Normality is always just out of your reach. Every time you think you’ve managed to grasp it, put that first mouthful of food into your mouth or laughed hysterically at that moment in your favourite film, the crushing weight of your reality forces itself upon you and you are frozen, crying over pasta you are then unable to eat, laughing until the joy becomes uncontrollable sobs, because how on earth can you manage to continue with your every day when it is so very far from normal. It did not seem right that I should engage in those activities which assisted in sustaining me, did not seem right that I was able to even smile, let alone laugh so carelessly at things so trivial. I remember thinking that I was never going to be able to be happy again, and in those moments that thought was true. People regularly told me that time would heal. Time doesn’t heal, time changes.
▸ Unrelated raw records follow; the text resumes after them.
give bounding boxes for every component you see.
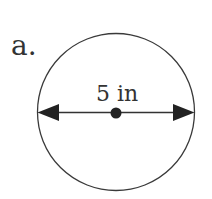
diagram-canvas: a. 5 in (0, 0, 212, 199)
left-arrowhead-icon (38, 104, 60, 121)
right-arrowhead-icon (173, 104, 195, 121)
diameter-measurement: 5 in (96, 81, 138, 106)
circle-diagram: a. 5 in (0, 0, 212, 199)
problem-label: a. (11, 29, 37, 62)
center-point (111, 108, 122, 119)
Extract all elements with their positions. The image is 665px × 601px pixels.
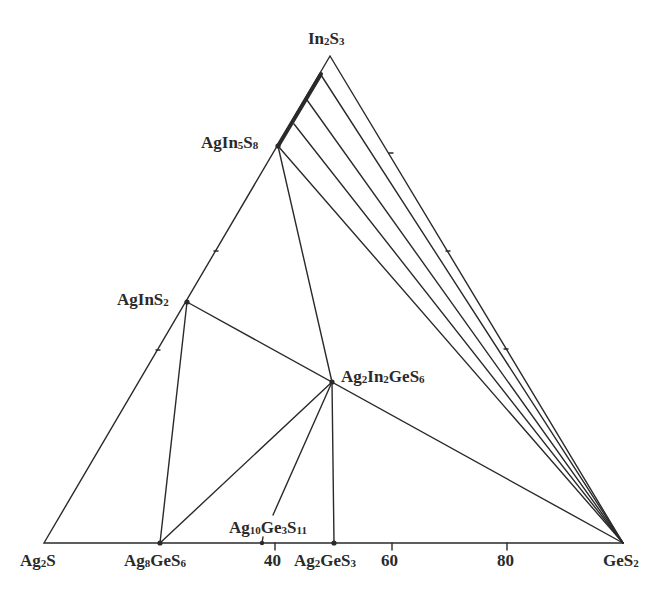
label-ag2s: Ag2S xyxy=(20,552,56,569)
tick-label-40: 40 xyxy=(264,552,281,569)
point-ag10ge3s11 xyxy=(260,541,264,545)
point-agin5s8 xyxy=(275,143,280,148)
ternary-diagram xyxy=(0,0,665,601)
point-ag8ges6 xyxy=(157,540,162,545)
tie-line-ag2in2ges6-ag2ges3 xyxy=(332,382,334,543)
tie-line-ss1-ges2 xyxy=(321,75,623,543)
label-agins2: AgInS2 xyxy=(117,291,169,308)
tie-line-ss2-ges2 xyxy=(307,100,623,543)
label-ag10ge3s11: Ag10Ge3S11 xyxy=(229,519,307,536)
label-in2s3: In2S3 xyxy=(308,30,345,47)
tie-line-ss3-ges2 xyxy=(294,124,623,543)
label-ag2in2ges6: Ag2In2GeS6 xyxy=(341,368,425,385)
point-agins2 xyxy=(184,299,189,304)
tie-line-agin5s8-ag2in2ges6 xyxy=(278,146,332,382)
tick-label-60: 60 xyxy=(381,552,398,569)
tie-line-agin5s8-ges2 xyxy=(278,146,623,543)
label-ges2: GeS2 xyxy=(603,552,639,569)
tie-line-ag2in2ges6-ag10ge3s11 xyxy=(273,382,332,515)
point-ag2in2ges6 xyxy=(329,379,334,384)
tie-line-agins2-ges2 xyxy=(187,302,623,543)
point-ag2ges3 xyxy=(331,540,336,545)
tick-label-80: 80 xyxy=(497,552,514,569)
label-ag8ges6: Ag8GeS6 xyxy=(124,552,186,569)
label-ag2ges3: Ag2GeS3 xyxy=(294,552,356,569)
label-agin5s8: AgIn5S8 xyxy=(201,134,258,151)
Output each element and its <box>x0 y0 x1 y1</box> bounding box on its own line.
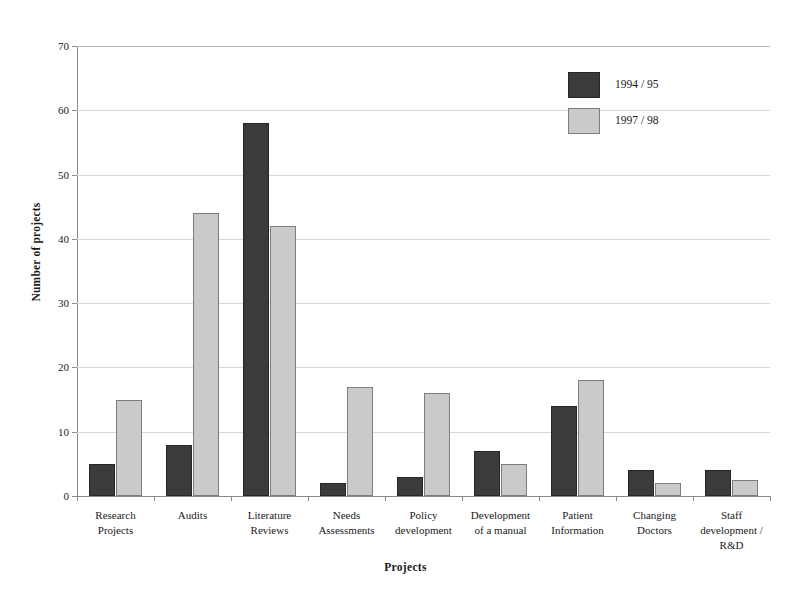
x-axis-category-label: Policydevelopment <box>385 508 462 538</box>
bar <box>655 483 681 496</box>
bar <box>116 400 142 496</box>
category-label-line: of a manual <box>462 523 539 538</box>
category-label-line: development <box>385 523 462 538</box>
x-axis-category-label: Developmentof a manual <box>462 508 539 538</box>
legend-swatch <box>568 108 600 134</box>
bar-group <box>705 46 758 496</box>
x-axis-category-label: LiteratureReviews <box>231 508 308 538</box>
bar-group <box>166 46 219 496</box>
y-tick-label: 0 <box>23 491 69 502</box>
x-axis-category-label: NeedsAssessments <box>308 508 385 538</box>
category-label-line: Projects <box>77 523 154 538</box>
y-tick-label: 40 <box>23 234 69 245</box>
bar <box>347 387 373 496</box>
bar <box>397 477 423 496</box>
bar <box>270 226 296 496</box>
category-label-line: development / <box>693 523 770 538</box>
y-tick-label: 60 <box>23 105 69 116</box>
category-label-line: Literature <box>231 508 308 523</box>
legend-label: 1997 / 98 <box>615 114 658 126</box>
category-label-line: Information <box>539 523 616 538</box>
bar <box>424 393 450 496</box>
category-label-line: Policy <box>385 508 462 523</box>
bar <box>243 123 269 496</box>
legend-label: 1994 / 95 <box>615 78 658 90</box>
category-label-line: Development <box>462 508 539 523</box>
bar <box>705 470 731 496</box>
x-tick-mark <box>770 496 771 501</box>
plot-area: 010203040506070 <box>77 46 770 497</box>
category-label-line: Needs <box>308 508 385 523</box>
bar-group <box>89 46 142 496</box>
y-tick-label: 20 <box>23 362 69 373</box>
legend-swatch <box>568 72 600 98</box>
bar <box>166 445 192 496</box>
y-tick-label: 50 <box>23 170 69 181</box>
bar <box>89 464 115 496</box>
bar <box>551 406 577 496</box>
bar-group <box>474 46 527 496</box>
y-tick-label: 10 <box>23 427 69 438</box>
bar <box>474 451 500 496</box>
category-label-line: Patient <box>539 508 616 523</box>
bar-layer <box>77 46 770 497</box>
y-tick-label: 70 <box>23 41 69 52</box>
x-axis-category-label: Staffdevelopment /R&D <box>693 508 770 553</box>
x-axis-category-label: ResearchProjects <box>77 508 154 538</box>
category-label-line: Research <box>77 508 154 523</box>
bar <box>320 483 346 496</box>
x-axis-title: Projects <box>0 561 811 573</box>
x-axis-category-label: Audits <box>154 508 231 523</box>
bar <box>501 464 527 496</box>
bar-group <box>243 46 296 496</box>
bar <box>628 470 654 496</box>
bar <box>732 480 758 496</box>
category-label-line: Changing <box>616 508 693 523</box>
bar <box>193 213 219 496</box>
category-label-line: Doctors <box>616 523 693 538</box>
bar-group <box>320 46 373 496</box>
category-label-line: Staff <box>693 508 770 523</box>
category-label-line: R&D <box>693 538 770 553</box>
category-label-line: Audits <box>154 508 231 523</box>
bar-group <box>397 46 450 496</box>
y-tick-label: 30 <box>23 298 69 309</box>
bar <box>578 380 604 496</box>
category-label-line: Reviews <box>231 523 308 538</box>
bar-chart: Number of projects 010203040506070 Resea… <box>0 0 811 611</box>
x-axis-category-label: PatientInformation <box>539 508 616 538</box>
x-axis-category-label: ChangingDoctors <box>616 508 693 538</box>
category-label-line: Assessments <box>308 523 385 538</box>
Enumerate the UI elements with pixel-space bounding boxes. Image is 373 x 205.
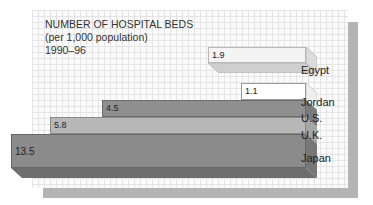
- bar-japan-bottom: [11, 168, 317, 178]
- label-uk: U.K.: [301, 129, 322, 141]
- label-jordan: Jordan: [301, 96, 335, 108]
- bar-jordan: 1.1: [241, 83, 306, 100]
- bar-egypt-value: 1.9: [212, 50, 225, 60]
- bar-japan: 13.5: [11, 134, 306, 168]
- chart-title-block: NUMBER OF HOSPITAL BEDS (per 1,000 popul…: [45, 18, 193, 57]
- bar-uk: 5.8: [50, 117, 306, 134]
- panel-shadow-bottom: [43, 188, 358, 198]
- bar-japan-value: 13.5: [15, 146, 34, 157]
- label-us: U.S.: [301, 112, 322, 124]
- bar-egypt: 1.9: [208, 47, 306, 63]
- chart-title: NUMBER OF HOSPITAL BEDS: [45, 18, 193, 31]
- label-japan: Japan: [301, 152, 331, 164]
- bar-us-value: 4.5: [106, 103, 119, 113]
- chart-subtitle: (per 1,000 population): [45, 31, 193, 44]
- bar-us: 4.5: [102, 100, 306, 117]
- label-egypt: Egypt: [301, 64, 329, 76]
- chart-period: 1990–96: [45, 44, 193, 57]
- bar-uk-value: 5.8: [54, 120, 67, 130]
- bar-jordan-value: 1.1: [245, 86, 258, 96]
- panel-shadow-right: [348, 22, 358, 198]
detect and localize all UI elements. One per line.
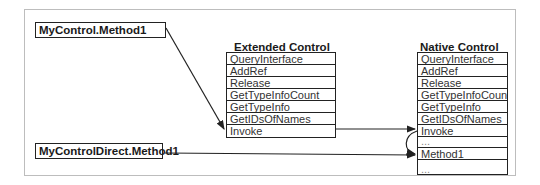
connector-arrows (0, 0, 540, 185)
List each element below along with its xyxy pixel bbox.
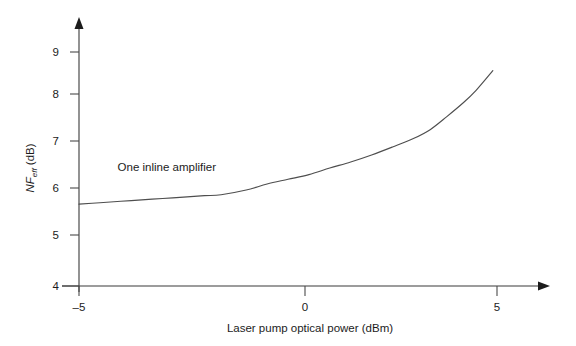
y-tick-label-4: 4 [53, 280, 60, 292]
chart-svg: 9 8 7 6 5 4 –5 0 5 One inline amplifier … [0, 0, 576, 346]
y-axis-title-unit: (dB) [24, 143, 36, 168]
chart-figure: 9 8 7 6 5 4 –5 0 5 One inline amplifier … [0, 0, 576, 346]
x-tick-label-minus5: –5 [73, 301, 86, 313]
y-tick-label-8: 8 [53, 88, 59, 100]
y-tick-label-6: 6 [53, 182, 59, 194]
y-tick-label-9: 9 [53, 46, 59, 58]
y-tick-label-7: 7 [53, 135, 59, 147]
y-axis-title-main: NF [24, 176, 36, 192]
x-axis-title: Laser pump optical power (dBm) [227, 322, 393, 334]
y-tick-label-5: 5 [53, 229, 59, 241]
x-tick-label-5: 5 [494, 301, 500, 313]
x-tick-label-0: 0 [302, 301, 308, 313]
annotation-one-inline-amplifier: One inline amplifier [118, 161, 217, 173]
plot-background [0, 0, 576, 346]
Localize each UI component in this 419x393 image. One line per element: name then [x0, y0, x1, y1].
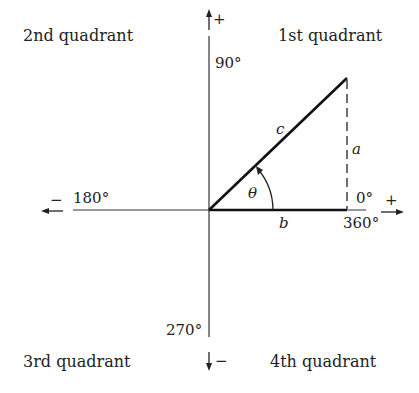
quadrant-3-label: 3rd quadrant: [23, 354, 130, 370]
angle-0-label: 0°: [356, 191, 373, 206]
right-arrow-icon: [381, 209, 404, 215]
quadrant-2-label: 2nd quadrant: [23, 28, 133, 44]
right-sign: +: [385, 193, 398, 208]
hypotenuse-line: [209, 78, 347, 210]
angle-90-label: 90°: [215, 56, 242, 71]
angle-arc-icon: [256, 166, 273, 210]
quadrant-1-label: 1st quadrant: [278, 28, 382, 44]
down-arrow-icon: [206, 352, 212, 371]
down-sign: −: [215, 354, 228, 369]
hypotenuse-label: c: [276, 122, 284, 137]
quadrant-4-label: 4th quadrant: [270, 354, 376, 370]
opposite-label: a: [352, 142, 361, 157]
angle-180-label: 180°: [73, 191, 109, 206]
adjacent-label: b: [279, 216, 289, 231]
angle-270-label: 270°: [166, 323, 202, 338]
left-sign: −: [50, 193, 63, 208]
up-arrow-icon: [206, 9, 212, 30]
quadrant-diagram: 2nd quadrant 1st quadrant 3rd quadrant 4…: [0, 0, 419, 393]
theta-label: θ: [248, 186, 257, 201]
up-sign: +: [213, 12, 226, 27]
angle-360-label: 360°: [343, 216, 379, 231]
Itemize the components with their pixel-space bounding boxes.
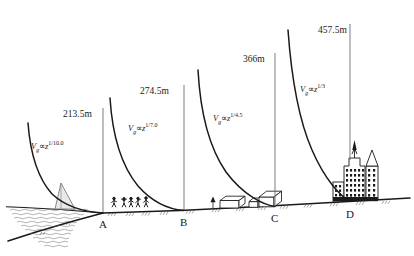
people-group: [112, 197, 149, 207]
profile-equation-D: Vg∝z1/3: [300, 83, 325, 96]
profile-eq-exp-A: 1/10.0: [48, 140, 63, 146]
profile-curve-C: [198, 70, 275, 207]
wind-profile-curves: [28, 30, 350, 213]
gradient-height-label-B: 274.5m: [140, 87, 169, 97]
profile-equation-B: Vg∝z1/7.0: [128, 122, 158, 135]
profile-eq-exp-B: 1/7.0: [145, 122, 157, 128]
profile-equation-C: Vg∝z1/4.5: [213, 112, 243, 125]
house-1: [220, 196, 245, 208]
profile-curve-B: [110, 98, 184, 211]
ground-texture: [40, 201, 390, 235]
station-label-A: A: [99, 219, 107, 230]
profile-curve-D: [288, 30, 350, 201]
gradient-height-label-D: 457.5m: [318, 26, 347, 36]
station-label-D: D: [346, 209, 354, 220]
gradient-height-label-A: 213.5m: [63, 110, 92, 120]
wind-profile-figure: 213.5m 274.5m 366m 457.5m A B C D Vg∝z1/…: [0, 0, 414, 256]
gradient-height-label-C: 366m: [243, 55, 265, 65]
profile-eq-exp-D: 1/3: [317, 83, 325, 89]
city-skyline: [333, 140, 378, 201]
station-label-C: C: [271, 213, 278, 224]
sailboat-icon: [55, 183, 75, 209]
house-3: [259, 191, 282, 207]
profile-equation-A: Vg∝z1/10.0: [31, 140, 64, 153]
tree-icon: [210, 197, 215, 209]
profile-eq-exp-C: 1/4.5: [230, 112, 242, 118]
station-label-B: B: [180, 217, 187, 228]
Over time my loss, and my reaction to this loss has changed; it hasn’t healed, I haven’t forgotten, it is not diminished, but it is different.
Now, I find so much joy in my every day, more joy than I ever thought imaginable and I did not have this in my life five years ago. My Uncle Ben brought me a wealth of happiness, and his sense of humour and intelligent wit is something I miss on a daily basis, along with his perspective, opinions and comfort, but I was lucky enough to ever experience these things in the first place and they have helped me become the person I am. I find joy in finding something funny, or interesting, or ridiculous and knowing that Ben would agree with me. I find joy in coming out with a phrase, a comment or an opinion that seems extremely Ben-esque and thinking to myself that he could almost be in the room. I am comforted by the fact that even though sometimes the only person I want to talk to is my Uncle I can probably quite certainly come up with a suitable answer to my problems that could have come from his mouth.
When we buried him, and were stood in front of his grave, I told my stepdad that now I must learn to drive so I could come and see him. His response was simply this: ‘you don’t need to come here to see him, you just need to look in a mirror’, his voice breaking in those final four words; my heart breaking in response.